> Li correctly points out that the Archive's budget, in the range of $25-30M/year, is vastly lower than any comparable website: By owning its hardware, using the PetaBox high-density architecture, avoiding air conditioning costs, and using open-source software, the Archive achieves a storage cost efficiency that is orders of magnitude better than commercial cloud rates.
That’s impressive. Wikipedia spends $185m per year and the Seattle public library spends $102m. Maybe not comparable exactly, but $30m per year seems inexpensive for the memory of the world…
Wikipedia is not a pure hosting operation, it's trying to foster a worldwide community-of-practice of volunteer contributors that can be sustainable in the long term, and that does take quite a bit of spending. I have no idea why so many people keep getting this wrong.
I'm surprised no-air-conditioning datacenters aren't more common. It's a huge cost, and people love to complain about related water usage. I recall some Microsoft employees running a similar experiment years ago:
https://web.archive.org/web/20090219172931/https://blogs.msd...
I love libraries and museums, but I think that Internet Archive has done an incredible job.
If I didn’t have a job or responsibilities and was told that I was allowed to just be curious and have fun, I would spend a tremendous amount of time just reading, listening, watching, playing, etc. on IA.
Visiting IA is the closest feeling I can get to visiting the library when I was young. The library used to be the only place where you could just read swaths of magazines, newspapers, and books, and also check out music- for free.
Also, I love random stuff. IA has digitized tape recordings that used to play in K-Mart. While Wikipedia spends time culling history that people have submitted, IA keeps it. They understand the duty they have when you donate part of human history to them, instead of some person that didn’t care about some part of history just deleting it.
IA is not just its storage and the Wayback machine, even though those things are incredible and a massive part of its value to humanity. It’s someone that just cares.
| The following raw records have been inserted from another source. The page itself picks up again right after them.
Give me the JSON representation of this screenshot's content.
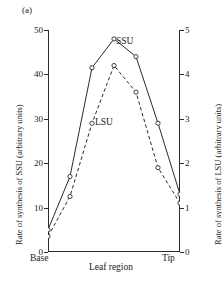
{
  "panel": {
    "label": "(a)"
  },
  "axes": {
    "left": {
      "title": "Rate of synthesis of SSU (arbitrary units)",
      "ticks": [
        0,
        10,
        20,
        30,
        40,
        50
      ],
      "min": 0,
      "max": 50
    },
    "right": {
      "title": "Rate of synthesis of LSU (arbitrary units)",
      "ticks": [
        0,
        1,
        2,
        3,
        4,
        5
      ],
      "min": 0,
      "max": 5
    },
    "x": {
      "title": "Leaf region",
      "tick_labels": [
        "Base",
        "Tip"
      ]
    }
  },
  "chart_data": {
    "type": "line",
    "title": "",
    "xlabel": "Leaf region",
    "ylabel": "Rate of synthesis of SSU (arbitrary units)",
    "y2label": "Rate of synthesis of LSU (arbitrary units)",
    "xlim": [
      0,
      6
    ],
    "ylim": [
      0,
      50
    ],
    "y2lim": [
      0,
      5
    ],
    "grid": false,
    "legend": "inline-annotation",
    "x": [
      0,
      1,
      2,
      3,
      4,
      5,
      6
    ],
    "x_tick_labels": [
      "Base",
      "",
      "",
      "",
      "",
      "",
      "Tip"
    ],
    "series": [
      {
        "name": "SSU",
        "axis": "left",
        "linestyle": "solid",
        "marker": "open-circle",
        "color": "#2b2b2b",
        "values": [
          5,
          17,
          41.5,
          48,
          44,
          29,
          13
        ]
      },
      {
        "name": "LSU",
        "axis": "right",
        "linestyle": "dashed",
        "marker": "open-circle",
        "color": "#2b2b2b",
        "values": [
          0.35,
          1.25,
          2.9,
          4.2,
          3.6,
          1.9,
          1.1
        ]
      }
    ],
    "annotations": [
      {
        "text": "SSU",
        "series": "SSU"
      },
      {
        "text": "LSU",
        "series": "LSU"
      }
    ]
  }
}
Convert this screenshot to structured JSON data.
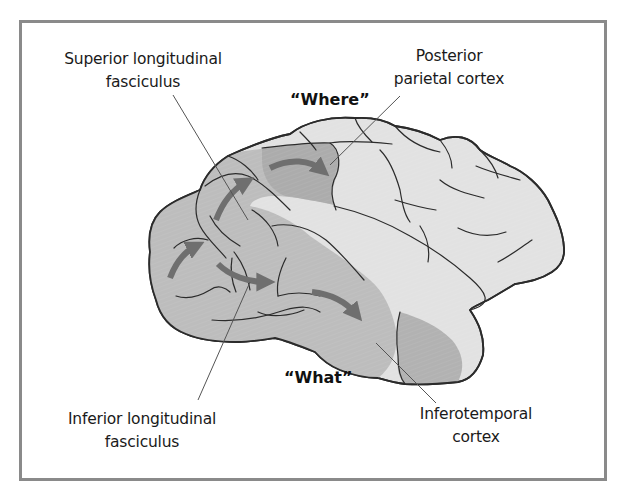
{
  "figure": {
    "colors": {
      "frame": "#8a8a8a",
      "brain_light": "#e2e2e2",
      "brain_shaded": "#bdbdbd",
      "region_highlight": "#a9a9a9",
      "arrow": "#6f6f6f",
      "outline": "#2b2b2b",
      "leader_line": "#555555"
    },
    "labels": {
      "superior_line1": "Superior longitudinal",
      "superior_line2": "fasciculus",
      "posterior_line1": "Posterior",
      "posterior_line2": "parietal cortex",
      "inferior_line1": "Inferior longitudinal",
      "inferior_line2": "fasciculus",
      "inferotemporal_line1": "Inferotemporal",
      "inferotemporal_line2": "cortex"
    },
    "streams": {
      "dorsal": "“Where”",
      "ventral": "“What”"
    }
  }
}
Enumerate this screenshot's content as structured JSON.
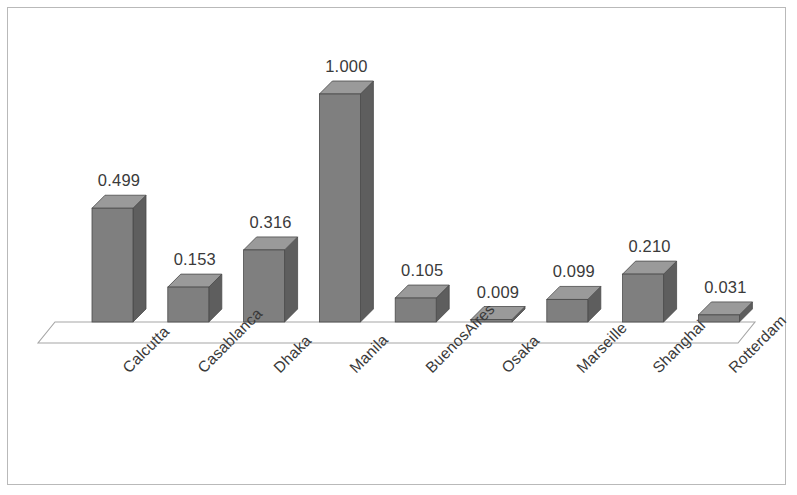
{
  "chart_data": {
    "type": "bar",
    "title": "",
    "subtitle": "",
    "xlabel": "",
    "ylabel": "",
    "categories": [
      "Calcutta",
      "Casablanca",
      "Dhaka",
      "Manila",
      "BuenosAires",
      "Osaka",
      "Marseille",
      "Shanghai",
      "Rotterdam"
    ],
    "values": [
      0.499,
      0.153,
      0.316,
      1.0,
      0.105,
      0.009,
      0.099,
      0.21,
      0.031
    ],
    "value_labels": [
      "0.499",
      "0.153",
      "0.316",
      "1.000",
      "0.105",
      "0.009",
      "0.099",
      "0.210",
      "0.031"
    ],
    "ylim": [
      0,
      1.0
    ],
    "grid": false,
    "legend": false,
    "legend_position": "none",
    "axis_ticks_visible": false,
    "data_labels_shown": true,
    "three_d": true,
    "series": [
      {
        "name": "",
        "values": [
          0.499,
          0.153,
          0.316,
          1.0,
          0.105,
          0.009,
          0.099,
          0.21,
          0.031
        ]
      }
    ]
  },
  "style": {
    "bar_front_color": "#7f7f7f",
    "bar_top_color": "#9a9a9a",
    "bar_side_color": "#5e5e5e",
    "bar_edge_color": "#4a4a4a",
    "floor_line_color": "#a6a6a6",
    "frame_color": "#b9b9b9",
    "background_color": "#ffffff",
    "label_color": "#3a3a3a"
  },
  "axis": {
    "category_label_rotation": "-45"
  }
}
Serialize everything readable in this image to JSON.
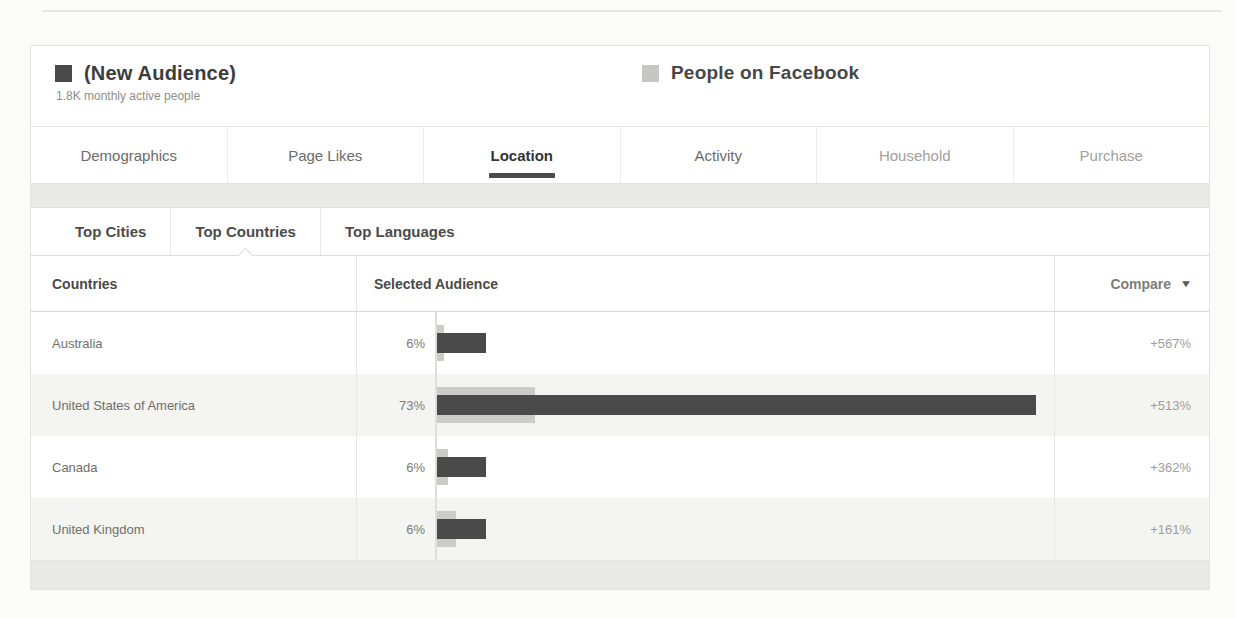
{
  "legend": {
    "audience": {
      "label": "(New Audience)",
      "sublabel": "1.8K monthly active people",
      "color": "#4a4a4a"
    },
    "facebook": {
      "label": "People on Facebook",
      "color": "#c6c6c2"
    }
  },
  "tabs": [
    {
      "label": "Demographics",
      "tone": "normal"
    },
    {
      "label": "Page Likes",
      "tone": "normal"
    },
    {
      "label": "Location",
      "tone": "active"
    },
    {
      "label": "Activity",
      "tone": "normal"
    },
    {
      "label": "Household",
      "tone": "muted"
    },
    {
      "label": "Purchase",
      "tone": "muted"
    }
  ],
  "subtabs": [
    {
      "label": "Top Cities",
      "active": false
    },
    {
      "label": "Top Countries",
      "active": true
    },
    {
      "label": "Top Languages",
      "active": false
    }
  ],
  "table": {
    "columns": {
      "country": "Countries",
      "audience": "Selected Audience",
      "compare": "Compare"
    },
    "compare_caret": "▼"
  },
  "rows": [
    {
      "country": "Australia",
      "pct_label": "6%",
      "audience_pct": 6,
      "facebook_pct": 0.9,
      "compare": "+567%"
    },
    {
      "country": "United States of America",
      "pct_label": "73%",
      "audience_pct": 73,
      "facebook_pct": 11.9,
      "compare": "+513%"
    },
    {
      "country": "Canada",
      "pct_label": "6%",
      "audience_pct": 6,
      "facebook_pct": 1.3,
      "compare": "+362%"
    },
    {
      "country": "United Kingdom",
      "pct_label": "6%",
      "audience_pct": 6,
      "facebook_pct": 2.3,
      "compare": "+161%"
    }
  ],
  "chart_data": {
    "type": "bar",
    "categories": [
      "Australia",
      "United States of America",
      "Canada",
      "United Kingdom"
    ],
    "series": [
      {
        "name": "(New Audience)",
        "values": [
          6,
          73,
          6,
          6
        ],
        "color": "#4a4a4a"
      },
      {
        "name": "People on Facebook",
        "values": [
          0.9,
          11.9,
          1.3,
          2.3
        ],
        "color": "#cbcbc7"
      }
    ],
    "value_labels": [
      "6%",
      "73%",
      "6%",
      "6%"
    ],
    "compare_labels": [
      "+567%",
      "+513%",
      "+362%",
      "+161%"
    ],
    "xlabel": "Percent of audience",
    "ylabel": "Countries",
    "xlim": [
      0,
      75
    ],
    "grid": false,
    "legend_position": "top"
  }
}
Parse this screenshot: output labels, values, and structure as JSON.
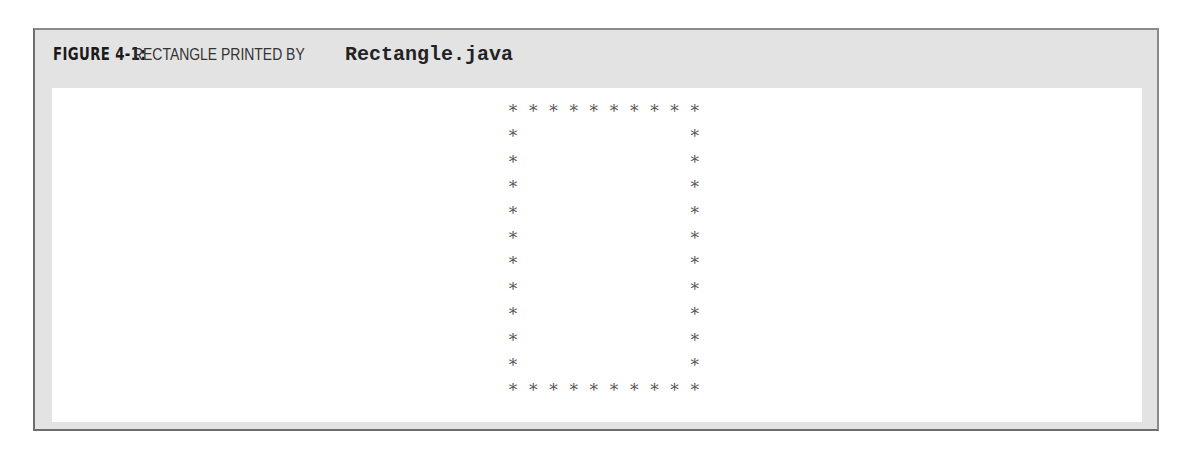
{
  "figure": {
    "label": "FIGURE 4-1:",
    "caption_text": "RECTANGLE PRINTED BY",
    "caption_code": "Rectangle.java"
  },
  "output": {
    "rows": [
      "**********",
      "*        *",
      "*        *",
      "*        *",
      "*        *",
      "*        *",
      "*        *",
      "*        *",
      "*        *",
      "*        *",
      "*        *",
      "**********"
    ],
    "width_chars": 10,
    "height_rows": 12
  },
  "colors": {
    "frame_background": "#e3e3e3",
    "frame_border": "#6e6e6e",
    "panel_background": "#ffffff",
    "asterisk": "#555555"
  }
}
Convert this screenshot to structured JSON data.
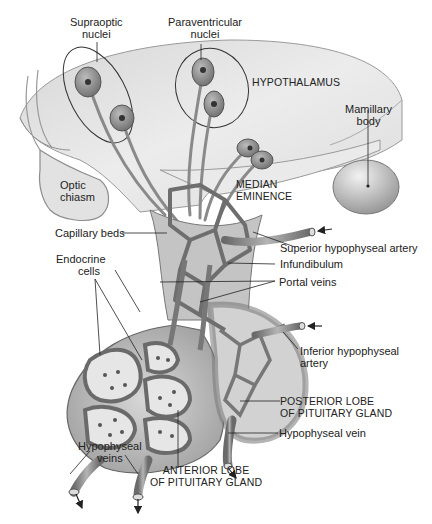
{
  "diagram": {
    "colors": {
      "background": "#ffffff",
      "hypothalamus": "#e4e4e4",
      "tissue_dark": "#8a8a8a",
      "vessel": "#7a7a7a",
      "vessel_light": "#a8a8a8",
      "neuron": "#9a9a9a",
      "label_text": "#222222",
      "leader_line": "#222222"
    },
    "labels": {
      "supraoptic_1": "Supraoptic",
      "supraoptic_2": "nuclei",
      "paraventricular_1": "Paraventricular",
      "paraventricular_2": "nuclei",
      "hypothalamus": "HYPOTHALAMUS",
      "mamillary_1": "Mamillary",
      "mamillary_2": "body",
      "optic_1": "Optic",
      "optic_2": "chiasm",
      "median_1": "MEDIAN",
      "median_2": "EMINENCE",
      "capillary_beds": "Capillary beds",
      "superior_artery": "Superior hypophyseal artery",
      "endocrine_1": "Endocrine",
      "endocrine_2": "cells",
      "infundibulum": "Infundibulum",
      "portal_veins": "Portal veins",
      "inferior_artery_1": "Inferior hypophyseal",
      "inferior_artery_2": "artery",
      "posterior_1": "POSTERIOR LOBE",
      "posterior_2": "OF PITUITARY GLAND",
      "hypophyseal_vein": "Hypophyseal vein",
      "hypophyseal_veins_1": "Hypophyseal",
      "hypophyseal_veins_2": "veins",
      "anterior_1": "ANTERIOR LOBE",
      "anterior_2": "OF PITUITARY GLAND"
    }
  }
}
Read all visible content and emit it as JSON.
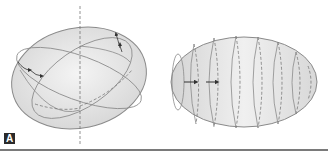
{
  "figure": {
    "panels": [
      {
        "id": "A",
        "label": "A",
        "description": "Ellipsoid with vertical dashed axis, tilted great circles and rotation arrows"
      },
      {
        "id": "B",
        "label": "B",
        "description": "Elongated ellipsoid with series of parallel elliptical sections and arrows indicating direction"
      }
    ]
  },
  "colors": {
    "fill": "#e4e4e4",
    "stroke": "#8a8a8a",
    "dashed": "#777777",
    "arrow": "#333333",
    "label_bg": "#2a2a2a",
    "rule": "#7a7a7a"
  }
}
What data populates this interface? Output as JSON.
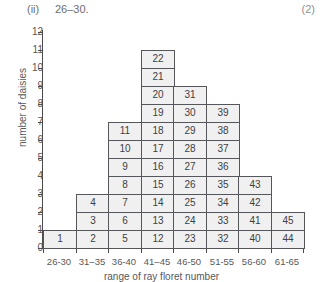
{
  "header": {
    "question_number": "(ii)",
    "answer": "26–30.",
    "marks": "(2)"
  },
  "chart_data": {
    "type": "bar",
    "title": "",
    "xlabel": "range of ray floret number",
    "ylabel": "number of daisies",
    "categories": [
      "26-30",
      "31–35",
      "36-40",
      "41–45",
      "46-50",
      "51-55",
      "56-60",
      "61-65"
    ],
    "values": [
      1,
      4,
      7,
      11,
      9,
      8,
      4,
      2
    ],
    "ylim": [
      0,
      12
    ],
    "yticks": [
      0,
      1,
      2,
      3,
      4,
      5,
      6,
      7,
      8,
      9,
      10,
      11,
      12
    ],
    "ytick_labels": [
      "0",
      "1",
      "2",
      "3",
      "4",
      "5",
      "6",
      "7",
      "8",
      "9",
      "10",
      "11",
      "12"
    ],
    "grid": false,
    "legend": null,
    "cell_labels": [
      [
        "1"
      ],
      [
        "2",
        "3",
        "4"
      ],
      [
        "5",
        "6",
        "7",
        "8",
        "9",
        "10",
        "11"
      ],
      [
        "12",
        "13",
        "14",
        "15",
        "16",
        "17",
        "18",
        "19",
        "20",
        "21",
        "22"
      ],
      [
        "23",
        "24",
        "25",
        "26",
        "27",
        "28",
        "29",
        "30",
        "31"
      ],
      [
        "32",
        "33",
        "34",
        "35",
        "36",
        "37",
        "38",
        "39"
      ],
      [
        "40",
        "41",
        "42",
        "43"
      ],
      [
        "44",
        "45"
      ]
    ],
    "cell_fill_color": "#f0f0f0",
    "cell_border_color": "#55565a",
    "axis_color": "#4a4a4c",
    "text_color": "#58585a"
  }
}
At the end of the day, big companies just need to make profit. Do big companies care about your digitized 8-track collection you have in cloud storage? One day maybe they will take it away from you to avoid a lawsuit or to get you to rent music from them.
And your local NAS and backups? Do you think your niche archive will survive a space heater safety mechanism failure, a pipe bursting, when your house is collateral damage in a war, or your accidental death? I understand wanting to keep your own copies of things just-in-case, but if you want those things to survive, why not also host them at IA if others generally would find joy or knowledge from them?
I don't think it's really fair to compare IA to a real library. The Seattle public library for example spends 76% of their operating budget on employees, most of who are doing public services work. The second major expense for a real library is paying for books and materials, again IA doesn't do any of that.
It's not fair to compare an institution with a website.
> Wikipedia spends $185m per year
Only a small fraction of that is spent on actually hosting the website. The rest goes into the pockets of the owners and their friends.
You can do a lot with very little if your primary goal isn't to enrich yourself.
I think the culture is one of 'we are doing this for all humankind' and when you get just a few smart people bought in on that level of commitment and they're trying to be lean (and also for sure underpaying themselves compared to what they might make at Big Tech) then you can get impressive results.